Keele staff face further cuts

七月 18, 2003

Keele University shocked staff last week by announcing a new wave of job losses before its present round of cutbacks has been completed.

About 24 academic posts are expected to go in the latest voluntary severance programme in subjects such as the natural sciences, humanities and social sciences.

The university is still seeking voluntary redundancies in American studies, physics and chemistry in a "managed rebalancing" project, launched last February with the aim of saving £1.5 million by the end of the academic year.

Fifteen academics have taken a severance package and another 21 have resigned. The university still needs to save £400,000 under this scheme to hit its target.

A memo to all staff from the vice-chancellor's management committee says the university needs to save a further £800,000 in staff costs this year to avoid having to dig into its cash reserves.

The latest voluntary severance package offers worse conditions than the one operating at present "because of the limited cash available to fund it".

The memo blames the need for the latest cuts on the fact that core funding has failed to keep pace with pay costs and on a drop in recruitment of home postgraduate students last year.

But union leaders fear the problems are the result of a deeper crisis that, they say, has partly been brought about by a finance restructuring deal that they predict could lose the university £45 million.

Peter Fletcher, president of Keele Association of University Teachers, said: "We are shocked that management has announced further job losses without even waiting for the present round of voluntary severances to run its course.

"Management has yet to provide us with any explanation of the cash shortfall that has suddenly opened up in the 2003-04 budget. There was no sign of this in last year's projections. The worst aspect of this is that there is no end in sight.

Mr Fletcher added: "Management has refused to hold out any hope that the succession of job cuts will ever cease."

The AUT has asked Keele to save academic jobs by using money from the "substantial damages" awarded to the university in a recent court case against PriceWaterhouseCoopers over advice on a profit-related pay scheme.

But the university said that the damages might not be paid for some time and "would not provide a long-term gain".

A university spokesman said: "The reductions are entirely in line with the strategic policy of twin streams of contraction and growth. Thus, just as reductions are sought in areas where income does not meet expenditure, so new posts are being established in response to new funding streams or to generate new income.

"Such contraction and growth is likely to be a regular annual process unless there is a significant increase in core funding from the Higher Education Funding Council for England to boost income associated with other areas."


* Problem requirements *
Read through the listing below, and copy every line where the string "pixels" appears.

↓

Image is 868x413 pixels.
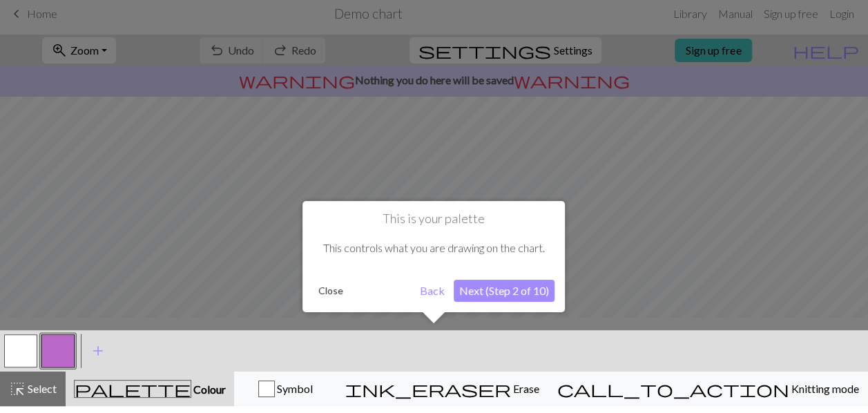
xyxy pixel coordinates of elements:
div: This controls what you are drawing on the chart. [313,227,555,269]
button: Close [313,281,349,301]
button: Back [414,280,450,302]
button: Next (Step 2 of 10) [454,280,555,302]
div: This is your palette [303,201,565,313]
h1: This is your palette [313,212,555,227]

↑
↓

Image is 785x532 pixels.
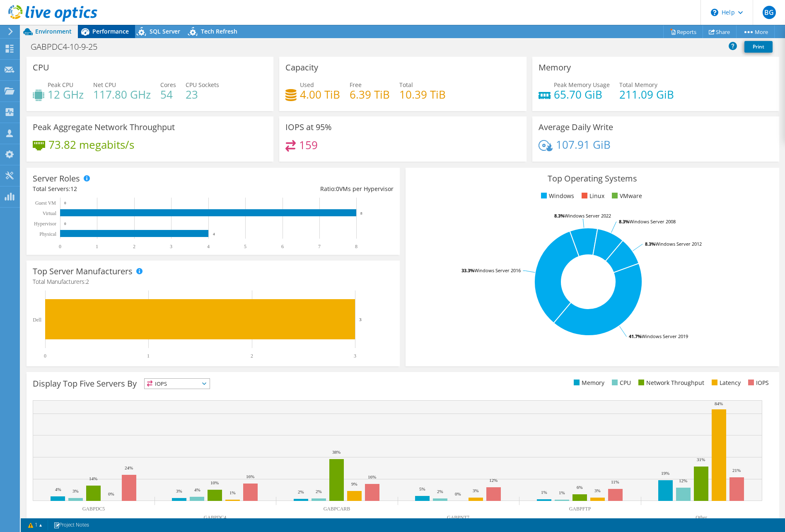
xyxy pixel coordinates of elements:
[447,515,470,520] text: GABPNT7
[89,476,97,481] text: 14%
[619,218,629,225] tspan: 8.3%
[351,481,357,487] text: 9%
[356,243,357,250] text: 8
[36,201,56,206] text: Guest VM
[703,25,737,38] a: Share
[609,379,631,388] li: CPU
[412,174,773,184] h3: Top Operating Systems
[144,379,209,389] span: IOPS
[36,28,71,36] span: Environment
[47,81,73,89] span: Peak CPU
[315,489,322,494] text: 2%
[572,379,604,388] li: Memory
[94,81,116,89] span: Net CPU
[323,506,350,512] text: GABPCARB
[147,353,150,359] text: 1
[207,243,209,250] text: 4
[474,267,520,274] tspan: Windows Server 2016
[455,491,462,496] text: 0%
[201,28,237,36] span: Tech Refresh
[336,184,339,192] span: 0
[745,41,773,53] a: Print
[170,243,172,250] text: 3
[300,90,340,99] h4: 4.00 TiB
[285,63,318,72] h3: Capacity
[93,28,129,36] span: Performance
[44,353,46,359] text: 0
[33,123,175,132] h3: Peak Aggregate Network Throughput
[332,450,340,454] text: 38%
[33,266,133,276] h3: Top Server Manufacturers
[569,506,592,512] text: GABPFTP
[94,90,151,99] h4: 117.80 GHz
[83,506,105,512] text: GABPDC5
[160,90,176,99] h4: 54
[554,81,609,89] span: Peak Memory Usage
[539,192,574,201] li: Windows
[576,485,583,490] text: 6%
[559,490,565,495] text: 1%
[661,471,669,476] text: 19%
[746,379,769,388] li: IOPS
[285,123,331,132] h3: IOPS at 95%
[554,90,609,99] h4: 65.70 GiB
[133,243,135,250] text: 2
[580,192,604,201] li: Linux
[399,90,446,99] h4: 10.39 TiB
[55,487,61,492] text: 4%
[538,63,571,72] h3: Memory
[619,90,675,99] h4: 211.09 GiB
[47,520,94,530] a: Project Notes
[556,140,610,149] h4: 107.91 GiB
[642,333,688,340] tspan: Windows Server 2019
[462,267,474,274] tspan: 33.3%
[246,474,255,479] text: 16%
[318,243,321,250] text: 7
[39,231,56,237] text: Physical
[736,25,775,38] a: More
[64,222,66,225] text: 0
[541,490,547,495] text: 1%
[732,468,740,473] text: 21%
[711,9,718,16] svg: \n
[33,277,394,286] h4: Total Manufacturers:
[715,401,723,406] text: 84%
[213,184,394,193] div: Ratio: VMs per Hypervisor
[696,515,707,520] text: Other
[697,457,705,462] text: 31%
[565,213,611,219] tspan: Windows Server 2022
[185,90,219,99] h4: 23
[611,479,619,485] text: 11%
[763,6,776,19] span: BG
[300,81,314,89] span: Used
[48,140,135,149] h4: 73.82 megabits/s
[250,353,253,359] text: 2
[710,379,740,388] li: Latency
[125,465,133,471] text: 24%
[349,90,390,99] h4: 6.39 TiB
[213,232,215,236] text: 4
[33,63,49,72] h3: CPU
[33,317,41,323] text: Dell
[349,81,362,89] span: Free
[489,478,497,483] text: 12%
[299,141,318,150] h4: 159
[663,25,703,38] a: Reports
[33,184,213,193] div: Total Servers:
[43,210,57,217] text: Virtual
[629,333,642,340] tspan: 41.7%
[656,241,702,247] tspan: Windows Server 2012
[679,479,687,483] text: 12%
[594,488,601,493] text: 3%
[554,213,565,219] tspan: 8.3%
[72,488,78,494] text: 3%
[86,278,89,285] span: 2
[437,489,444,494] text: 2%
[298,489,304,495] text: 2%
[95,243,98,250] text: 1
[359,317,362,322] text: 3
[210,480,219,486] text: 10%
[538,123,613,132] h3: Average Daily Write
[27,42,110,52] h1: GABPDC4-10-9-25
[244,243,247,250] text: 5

↑

* Exercise response *
Image is 868x413 pixels.
Image is 785x532 pixels.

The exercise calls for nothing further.